Birthday requiem

A memorial montage by my nephew, Dan Parsons.
oday would have been my mother’s 90th birthday had cancer not tripped her up back in September 2001, just as al-Qaeda was diverting everyone’s attention. My sister and I half-joked that she wouldn’t be too pleased with the crowd at Heaven’s gate, but she’d be able to help some of those New Yorkers.
She’ll always be missed, of course, even as those who live after her keep trying to piece together the bits of life’s jigsaw and make sense of the big picture. She was already well on her way to figuring it out.
My mum was born Dorothy Clough on February 6, 1917, in Burnley, Lancashire, England, and stayed there until my dad came along and talked her into trying the pioneer life in Canada. She would have happily stayed on in Burnley with her hairdressing shop and her piano but Dad was already convinced that there were better jobs and a better life across the sea. His brothers were there to testify to that.
Mum’s sister stayed in England with the piano and their mother, and the only time I ever got to see my grandmother (apart from when I was born, of course) was the first time my mother got to go back for a visit — when her own mum was on her deathbed. Four years went by without them seeing each other.
I never let that much time elapse after I crossed another sea to move to Thailand, and the time always went fast between our reunions, and during them too. My last trip home was also to see my mother on her deathbed.
In between the deaths of two mothers there was a lot of living done. I did a son’s share of giving my mum grey hair but we spurred each other along spiritually. My father had carted her away from the Anglican church to the heavy incense of Catholicism, and she embraced it fully. Then when I was a teenager I brought home a copy of the Bhagavad Gita and she embraced that too. We both veered off into Buddhism, and though I converted to alcoholism for many years, she sped ahead of us all into theosophy and was still doing yoga when she was 80.
It seems odd that my mother never had a middle name, but she never knew much about her forebears either. I did a search on the Internet for traces of the Clough family, but as far as Lancashire was concerned I could only find vagueness, a fog on the family tree.
I read with admiration, though, the webpages of tenacious Tom Lee Clough, who tracked his side of the clan all the way from Edward I and his wife Eleanor of Castile in the 12th century to the king’s 18th great-grandson, John Casper Clough, in 20th-century Kansas.
Edward I — “happiest on his horse with his dogs at his heels and a hawk on his wrist”, so I read — came close to achieving some kind of sainthood in his time, though I’m not sure if that had to do with pacifying the Welsh (he’s the one who started the practice of royal heirs being the Prince of Wales) or stealing Scotland’s Stone of Scone, or something else altogether.
I won’t be so maudlin to call my mother a saint, but she was certainly no sinner. “Dorothy the Good” would be apt.

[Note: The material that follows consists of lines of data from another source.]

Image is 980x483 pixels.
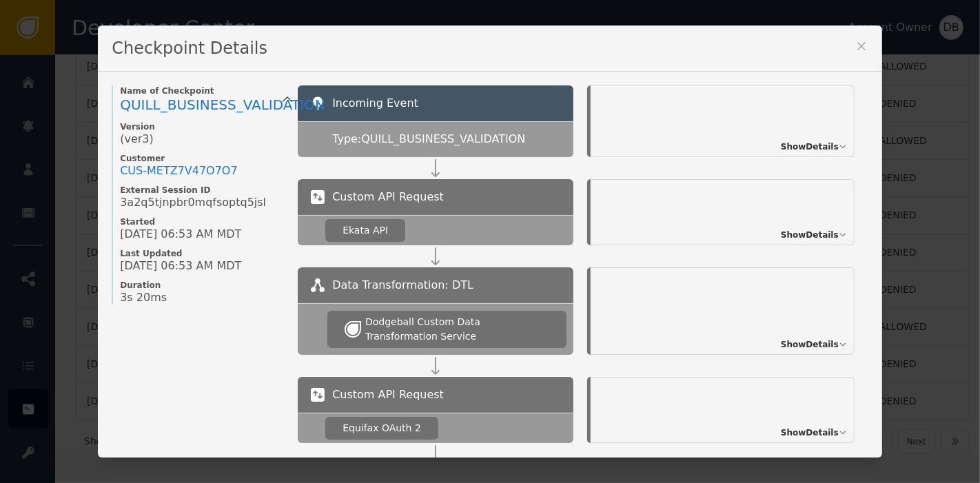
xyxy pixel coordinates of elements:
a: CUS-METZ7V47O7O7 [120,164,238,177]
span: 3a2q5tjnpbr0mqfsoptq5jsl [120,196,266,209]
span: Show Details [781,338,839,351]
span: External Session ID [120,184,284,196]
div: Dodgeball Custom Data Transformation Service [365,315,549,344]
span: Started [120,216,284,228]
div: CUS- METZ7V47O7O7 [120,164,238,177]
span: Show Details [781,140,839,152]
div: Equifax OAuth 2 [342,420,421,435]
span: Data Transformation: DTL [332,277,473,293]
span: Custom API Request [332,386,444,402]
span: Last Updated [120,248,284,259]
div: Checkpoint Details [98,26,882,72]
span: 3s 20ms [120,290,167,304]
span: QUILL_BUSINESS_VALIDATION [120,97,325,113]
span: [DATE] 06:53 AM MDT [120,259,241,272]
span: (ver 3 ) [120,132,153,146]
span: Type: QUILL_BUSINESS_VALIDATION [332,131,525,147]
span: Show Details [781,228,839,241]
span: Incoming Event [332,97,418,109]
div: Ekata API [342,223,388,238]
span: Name of Checkpoint [120,85,284,97]
span: Version [120,122,284,132]
span: Duration [120,279,284,290]
span: [DATE] 06:53 AM MDT [120,228,241,241]
span: Show Details [781,426,839,439]
span: Custom API Request [332,189,444,205]
span: Customer [120,152,284,164]
a: QUILL_BUSINESS_VALIDATION [120,97,284,115]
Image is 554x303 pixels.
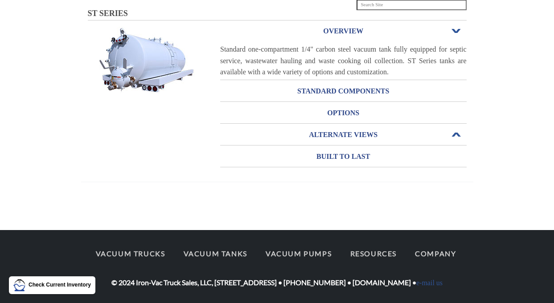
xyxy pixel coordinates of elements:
img: LMT Icon [13,279,26,292]
a: OPTIONS [220,102,467,123]
img: Stacks Image 9449 [88,27,204,94]
div: Standard one-compartment 1/4" carbon steel vacuum tank fully equipped for septic service, wastewa... [220,44,467,78]
h3: BUILT TO LAST [220,150,467,164]
span: ST SERIES [88,9,128,18]
a: e-mail us [416,279,442,287]
span: Open or Close [451,28,462,34]
span: Open or Close [451,132,462,138]
a: Vacuum Tanks [176,245,255,263]
div: © 2024 Iron-Vac Truck Sales, LLC, [STREET_ADDRESS] • [PHONE_NUMBER] • [DOMAIN_NAME] • [81,245,473,289]
p: Check Current Inventory [29,281,91,290]
h3: OVERVIEW [220,24,467,38]
a: Resources [342,245,405,263]
a: Vacuum Trucks [88,245,173,263]
a: STANDARD COMPONENTS [220,81,467,102]
h3: ALTERNATE VIEWS [220,128,467,142]
h3: STANDARD COMPONENTS [220,84,467,98]
a: Vacuum Pumps [258,245,340,263]
h3: OPTIONS [220,106,467,120]
a: Company [407,245,464,263]
a: ALTERNATE VIEWSOpen or Close [220,124,467,145]
a: BUILT TO LAST [220,146,467,167]
a: OVERVIEWOpen or Close [220,20,467,41]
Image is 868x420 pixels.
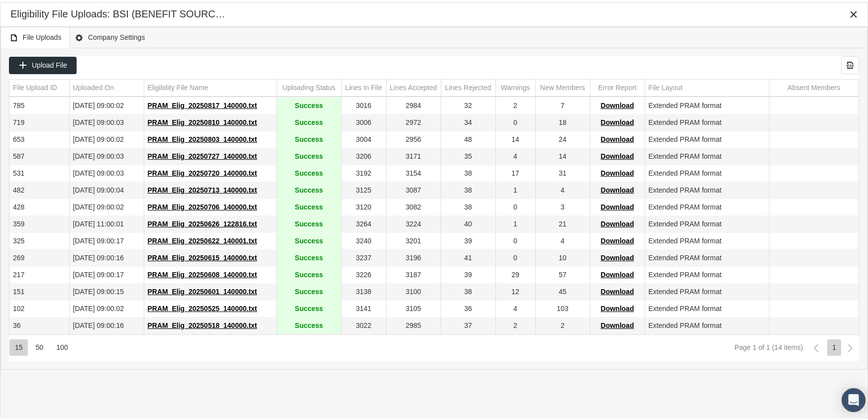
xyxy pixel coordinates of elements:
span: PRAM_Elig_20250803_140000.txt [147,133,257,141]
td: Column File Upload ID [9,78,69,94]
td: 2956 [386,129,440,146]
td: Success [277,180,341,197]
td: [DATE] 09:00:02 [69,299,144,315]
td: 3240 [341,231,386,248]
td: 325 [9,231,69,248]
td: 587 [9,146,69,163]
span: Download [601,286,634,294]
td: 0 [495,113,535,129]
td: Column Absent Members [768,78,859,94]
td: 29 [495,264,535,281]
td: Column Lines Accepted [386,78,440,94]
td: 3100 [386,281,440,299]
td: 2 [535,315,590,332]
td: Column Uploaded On [69,78,144,94]
span: PRAM_Elig_20250525_140000.txt [147,302,257,310]
span: PRAM_Elig_20250518_140000.txt [147,319,257,327]
div: Warnings [500,81,530,91]
td: 3141 [341,299,386,315]
div: Page Navigation [9,332,859,359]
td: Extended PRAM format [644,231,768,248]
span: Download [601,319,634,327]
td: [DATE] 09:00:02 [69,197,144,214]
span: Download [601,184,634,192]
td: 2984 [386,95,440,113]
span: PRAM_Elig_20250810_140000.txt [147,116,257,124]
span: PRAM_Elig_20250727_140000.txt [147,150,257,158]
div: Open Intercom Messenger [841,386,865,410]
td: Success [277,146,341,163]
td: 34 [440,113,495,129]
td: 14 [535,146,590,163]
td: 102 [9,299,69,315]
span: PRAM_Elig_20250615_140000.txt [147,251,257,259]
td: Success [277,95,341,113]
td: 2985 [386,315,440,332]
td: 3171 [386,146,440,163]
td: 1 [495,214,535,231]
td: 39 [440,264,495,281]
td: 3187 [386,264,440,281]
span: PRAM_Elig_20250817_140000.txt [147,100,257,108]
td: 21 [535,214,590,231]
td: 1 [495,180,535,197]
span: Download [601,167,634,175]
td: 7 [535,95,590,113]
td: 3006 [341,113,386,129]
td: Extended PRAM format [644,113,768,129]
td: Success [277,248,341,264]
td: 3016 [341,95,386,113]
span: PRAM_Elig_20250706_140000.txt [147,201,257,209]
span: PRAM_Elig_20250713_140000.txt [147,184,257,192]
span: File Uploads [9,29,62,42]
td: 4 [535,180,590,197]
td: 38 [440,281,495,299]
span: PRAM_Elig_20250601_140000.txt [147,286,257,294]
td: 269 [9,248,69,264]
div: Data grid toolbar [9,54,859,72]
span: Download [601,150,634,158]
td: Success [277,113,341,129]
td: 10 [535,248,590,264]
td: 36 [9,315,69,332]
td: [DATE] 09:00:17 [69,264,144,281]
td: Extended PRAM format [644,315,768,332]
td: Extended PRAM format [644,281,768,299]
td: 3206 [341,146,386,163]
div: Absent Members [787,81,840,91]
td: 3196 [386,248,440,264]
div: New Members [540,81,585,91]
td: 37 [440,315,495,332]
td: 4 [495,146,535,163]
td: 3224 [386,214,440,231]
span: Download [601,201,634,209]
td: [DATE] 11:00:01 [69,214,144,231]
td: Success [277,197,341,214]
td: [DATE] 09:00:03 [69,163,144,180]
td: 48 [440,129,495,146]
div: Previous Page [807,337,824,355]
td: 38 [440,163,495,180]
td: 3087 [386,180,440,197]
td: 3004 [341,129,386,146]
td: 3154 [386,163,440,180]
td: Success [277,281,341,299]
span: Company Settings [75,29,145,42]
div: Lines in File [345,81,382,91]
td: 653 [9,129,69,146]
span: Download [601,235,634,243]
td: 482 [9,180,69,197]
div: Error Report [598,81,636,91]
td: 3226 [341,264,386,281]
div: File Upload ID [13,81,57,91]
td: Column Error Report [590,78,644,94]
td: [DATE] 09:00:03 [69,146,144,163]
td: Success [277,231,341,248]
div: Page 1 of 1 (14 items) [734,342,803,350]
td: [DATE] 09:00:15 [69,281,144,299]
td: 32 [440,95,495,113]
div: Items per page: 50 [31,337,49,354]
td: Extended PRAM format [644,264,768,281]
span: PRAM_Elig_20250626_122816.txt [147,218,257,226]
span: PRAM_Elig_20250622_140001.txt [147,235,257,243]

I found it embarassingly easy to appall her.
Clough is of Anglo-Saxon origin, deriving from the Old English cloh (though we pronounce it “cluff”), meaning a ravine or steep-sided valley, and originally used to refer to a “dweller in the hollow”. The name first appeared in Denbighshire in the 13th century, where the family was granted land by Duke William of Normandy for its service in the Battle of Hastings.
This is ostensibly the Clough family coat of arms, but can only be admired with a grain of salt. Nevertheless, the motto here, “Sine macula”, means “without spot”. Dorothy the Good!

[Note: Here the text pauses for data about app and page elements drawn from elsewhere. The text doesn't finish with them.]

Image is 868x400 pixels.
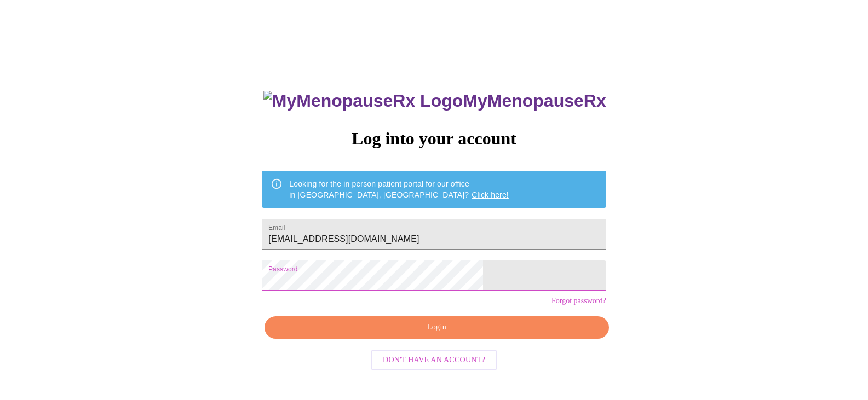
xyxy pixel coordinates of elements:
div: Looking for the in person patient portal for our office in [GEOGRAPHIC_DATA], [GEOGRAPHIC_DATA]? [289,174,509,205]
a: Forgot password? [552,297,606,306]
span: Login [278,320,596,334]
h3: MyMenopauseRx [263,91,606,111]
button: Login [265,317,609,339]
a: Click here! [471,191,509,199]
img: MyMenopauseRx Logo [263,91,463,111]
a: Don't have an account? [368,354,500,364]
span: Don't have an account? [383,354,485,367]
h3: Log into your account [262,128,605,149]
button: Don't have an account? [371,350,497,371]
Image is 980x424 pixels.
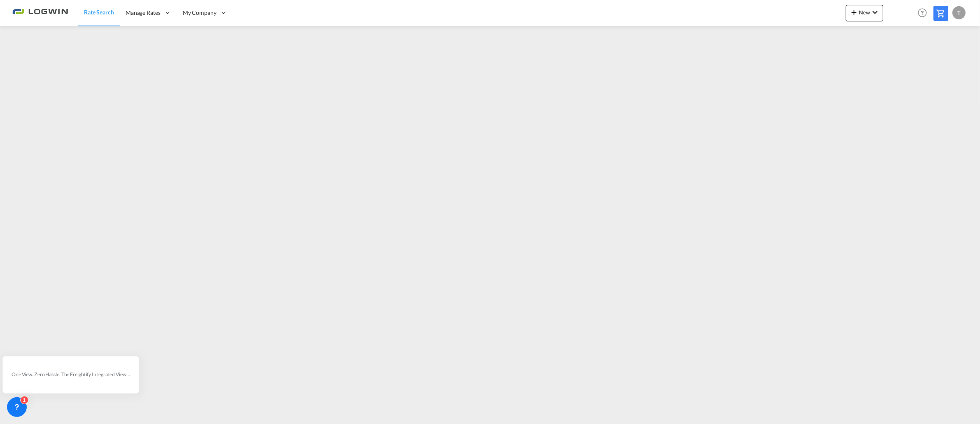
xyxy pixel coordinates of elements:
[915,6,929,20] span: Help
[13,4,68,22] img: 2761ae10d95411efa20a1f5e0282d2d7.png
[125,9,161,17] span: Manage Rates
[953,6,966,19] div: T
[183,9,217,17] span: My Company
[846,5,883,21] button: icon-plus 400-fgNewicon-chevron-down
[84,9,114,15] span: Rate Search
[915,6,934,21] div: Help
[870,7,880,17] md-icon: icon-chevron-down
[849,9,880,15] span: New
[849,7,859,17] md-icon: icon-plus 400-fg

What else? Not much. A Humphrey Clough was in Virginia in 1623. That was 330 years before my mother crossed the ocean.
















Outstanding. I too did think of her yesterday. Your tribute was perfect. thanks
Thanks, Sis, I really appreciate it.
Great job Unk,
Alot of this info I’d either forgotten or didn’t know… We should really pass it around the family because it’s a great reminder of her, on what would have been her birthday, or slightly belated. I must say though, your caption of the “Montage” credits the wrong photoshop guru… Though, I’m fine with this “Steve” character getting the recognition, as long as the royalties find their way to me.

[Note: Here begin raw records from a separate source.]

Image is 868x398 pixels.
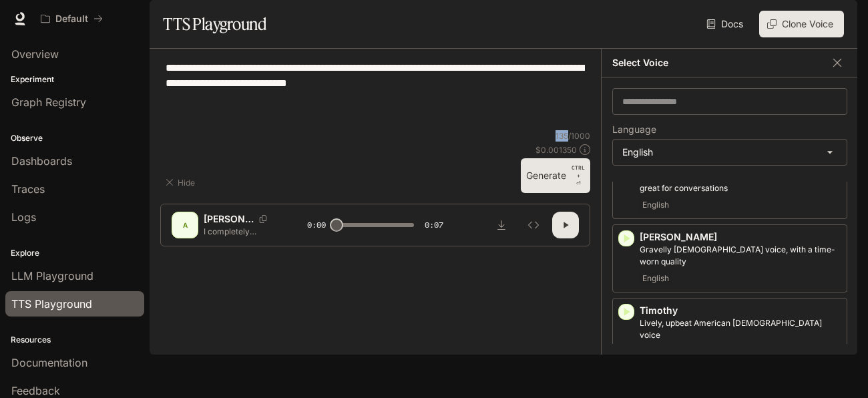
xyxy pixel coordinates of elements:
[571,164,585,180] p: CTRL +
[307,218,325,232] span: 0:00
[759,10,844,38] button: Clone Voice
[640,318,841,342] p: Lively, upbeat American male voice
[640,197,672,213] span: English
[640,170,841,194] p: Friendly, dynamic male voice great for conversations
[640,244,841,268] p: Gravelly male voice, with a time-worn quality
[640,230,841,244] p: [PERSON_NAME]
[163,10,266,38] h1: TTS Playground
[174,214,196,236] div: A
[704,10,749,38] a: Docs
[640,270,672,286] span: English
[613,140,846,165] div: English
[55,14,88,25] p: Default
[521,158,590,193] button: GenerateCTRL +⏎
[204,225,275,238] p: I completely understand your frustration with this situation. Let me look into your account detai...
[640,304,841,318] p: Timothy
[520,212,547,238] button: Inspect
[204,213,253,225] p: [PERSON_NAME]
[488,212,515,238] button: Download audio
[160,172,203,193] button: Hide
[612,125,656,134] p: Language
[425,218,443,232] span: 0:07
[535,144,577,156] p: $ 0.001350
[253,215,273,223] button: Copy Voice ID
[34,6,109,32] button: All workspaces
[571,164,585,188] p: ⏎
[640,344,672,360] span: English
[555,130,590,142] p: 135 / 1000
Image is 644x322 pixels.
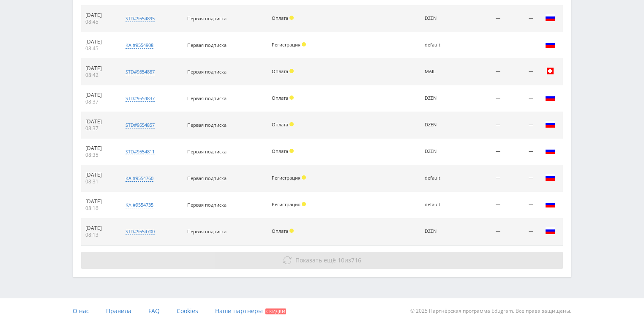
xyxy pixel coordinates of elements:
[187,42,226,48] span: Первая подписка
[545,39,556,50] img: rus.png
[457,219,505,245] td: —
[81,252,563,269] button: Показать ещё 10из716
[86,92,113,99] div: [DATE]
[457,192,505,219] td: —
[425,96,453,101] div: DZEN
[86,225,113,232] div: [DATE]
[302,175,306,180] span: Холд
[296,256,362,264] span: из
[86,145,113,152] div: [DATE]
[73,306,89,315] span: О нас
[290,16,294,20] span: Холд
[86,125,113,132] div: 08:37
[545,119,556,129] img: rus.png
[545,225,556,236] img: rus.png
[505,165,538,192] td: —
[125,148,155,155] div: std#9554811
[187,95,226,102] span: Первая подписка
[338,256,345,264] span: 10
[187,175,226,181] span: Первая подписка
[125,68,155,75] div: std#9554887
[265,308,286,314] span: Скидки
[148,306,160,315] span: FAQ
[86,12,113,18] div: [DATE]
[545,199,556,209] img: rus.png
[290,96,294,100] span: Холд
[187,15,226,21] span: Первая подписка
[187,68,226,75] span: Первая подписка
[545,146,556,156] img: rus.png
[425,16,453,21] div: DZEN
[425,175,453,181] div: default
[425,202,453,207] div: default
[86,119,113,125] div: [DATE]
[106,306,131,315] span: Правила
[505,219,538,245] td: —
[351,256,362,264] span: 716
[425,122,453,128] div: DZEN
[272,68,288,74] span: Оплата
[86,99,113,105] div: 08:37
[215,306,263,315] span: Наши партнеры
[505,85,538,112] td: —
[457,59,505,85] td: —
[272,174,300,181] span: Регистрация
[272,95,288,101] span: Оплата
[125,95,155,102] div: std#9554837
[545,172,556,183] img: rus.png
[177,306,198,315] span: Cookies
[457,138,505,165] td: —
[457,85,505,112] td: —
[86,65,113,72] div: [DATE]
[125,202,154,208] div: kai#9554735
[86,152,113,158] div: 08:35
[187,148,226,154] span: Первая подписка
[125,175,154,182] div: kai#9554760
[125,42,154,49] div: kai#9554908
[505,59,538,85] td: —
[187,202,226,208] span: Первая подписка
[272,121,288,128] span: Оплата
[86,205,113,212] div: 08:16
[272,148,288,154] span: Оплата
[290,149,294,153] span: Холд
[505,192,538,219] td: —
[290,122,294,126] span: Холд
[457,112,505,138] td: —
[290,228,294,233] span: Холд
[302,42,306,47] span: Холд
[425,69,453,74] div: MAIL
[545,66,556,76] img: che.png
[272,15,288,21] span: Оплата
[86,38,113,45] div: [DATE]
[86,171,113,178] div: [DATE]
[457,32,505,59] td: —
[296,256,336,264] span: Показать ещё
[272,201,300,207] span: Регистрация
[457,5,505,32] td: —
[187,121,226,128] span: Первая подписка
[125,15,155,22] div: std#9554895
[545,92,556,102] img: rus.png
[86,178,113,185] div: 08:31
[86,198,113,205] div: [DATE]
[272,41,300,48] span: Регистрация
[425,42,453,48] div: default
[425,228,453,234] div: DZEN
[125,228,155,235] div: std#9554700
[125,121,155,128] div: std#9554857
[505,138,538,165] td: —
[505,32,538,59] td: —
[272,228,288,234] span: Оплата
[290,69,294,73] span: Холд
[86,45,113,52] div: 08:45
[86,72,113,79] div: 08:42
[505,112,538,138] td: —
[505,5,538,32] td: —
[302,202,306,206] span: Холд
[425,149,453,154] div: DZEN
[86,232,113,238] div: 08:13
[187,228,226,235] span: Первая подписка
[457,165,505,192] td: —
[545,13,556,23] img: rus.png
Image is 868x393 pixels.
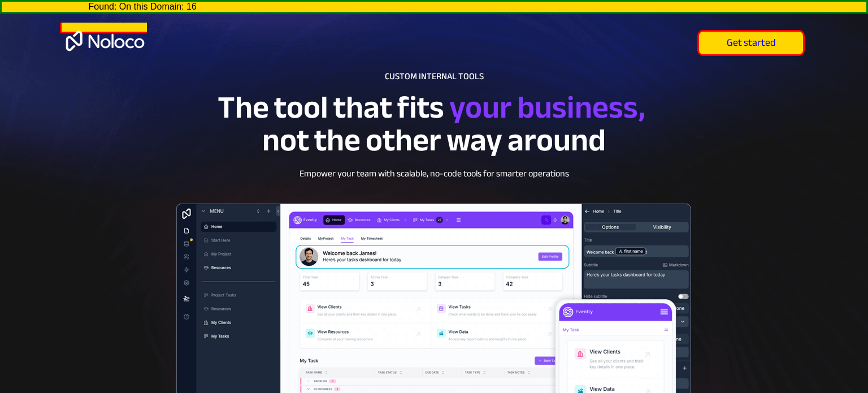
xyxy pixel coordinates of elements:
[300,165,569,182] span: Empower your team with scalable, no-code tools for smarter operations
[217,78,445,137] span: The tool that fits
[700,37,803,49] span: Get started
[385,68,484,85] span: CUSTOM INTERNAL TOOLS
[262,111,606,170] span: not the other way around
[698,30,805,56] a: Get started
[450,78,646,137] span: your business,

BTW, If it’s at all possible, I would love a high-res scan of the photo with Grandma and Grampa laughing together, I haven’t seen that image and it’s a great one!
Dan
Thankyou, Neph. Sorry about the misplaced credit — I was sure your Dad had done that. Dorseyland is strictly a profit-you’re-kidding-right? website, but I’m sending you a dollar for being such a nice kid. Buy yourself something “cool”, as young people call it these days.